To gain a different perspective I spend a great deal of time in really poor countries, where most people still live in shantytowns, in the filth of their own sewer, struggling from day to day. And I've learned a thing or two about work. I mean really hard, backbreaking work, in fields and factories, dawn to dusk, male and female. And children! Six to seven days a week. For little or nothing but the chance to survive. And these are the lucky ones who have a job. Most don't. Those who survive do so on bland diets that are mostly rice or some other grain. They suffer from chronic protein deficiency in countries where education and health care are for the rich only, all 1% of them.

If this isn't depressing enough, consider that according to recent news reports, in spite of hunger and poverty, agriculture provides enough energy to fuel population explosions in virtually all of the third world. This malignant growth of human numbers represents the single greatest threat to all life forms on this planet outside of nuclear war.

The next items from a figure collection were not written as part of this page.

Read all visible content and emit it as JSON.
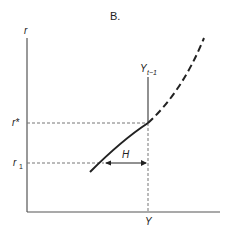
{
  "figure": {
    "title": "B.",
    "y_axis_label": "r",
    "x_axis_label": "Y",
    "levels": {
      "r_star": "r*",
      "r_1": "r",
      "r_1_subscript": "1"
    },
    "vertical_line_label": "Y",
    "vertical_line_subscript": "t−1",
    "gap_label": "H",
    "colors": {
      "line": "#222222",
      "axis": "#555555",
      "dashed": "#777777"
    }
  }
}
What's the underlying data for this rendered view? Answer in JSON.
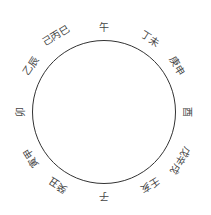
{
  "diagram": {
    "type": "direction-ring",
    "circle": {
      "cx": 104,
      "cy": 112,
      "r": 72,
      "stroke": "#333333"
    },
    "label_color": "#444444",
    "labels": [
      {
        "text": "午",
        "angle": 0,
        "dist": 84
      },
      {
        "text": "丁未",
        "angle": 32,
        "dist": 86
      },
      {
        "text": "庚申",
        "angle": 58,
        "dist": 86
      },
      {
        "text": "酉",
        "angle": 90,
        "dist": 83
      },
      {
        "text": "戊辛戌",
        "angle": 122,
        "dist": 90
      },
      {
        "text": "壬亥",
        "angle": 148,
        "dist": 86
      },
      {
        "text": "子",
        "angle": 180,
        "dist": 84
      },
      {
        "text": "癸丑",
        "angle": 212,
        "dist": 86
      },
      {
        "text": "寅甲",
        "angle": 238,
        "dist": 86
      },
      {
        "text": "卯",
        "angle": 270,
        "dist": 83
      },
      {
        "text": "乙辰",
        "angle": 302,
        "dist": 86
      },
      {
        "text": "己丙巳",
        "angle": 328,
        "dist": 90
      }
    ]
  }
}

And, in an ironic turnaround, the population of many developed countries has finally stabilized. Japan and Italy are even worried about population declines. Too many here. Too few there. Bad news everywhere! It's enough to make you want to shoot the television.

 

Patrick Joseph Kennedy left County Wexford, Ireland, in 1858, during the great potato famine. He settled in Boston and carved out a niche for his family. Two generations later his grandson, Joseph P., would become one of the richest men in America. His son, John F. Kennedy, became president of the U.S. in 1960. Rags to riches stories are commonplace in this nation. Unlike some, the Kennedys never forgot their roots or their poverty.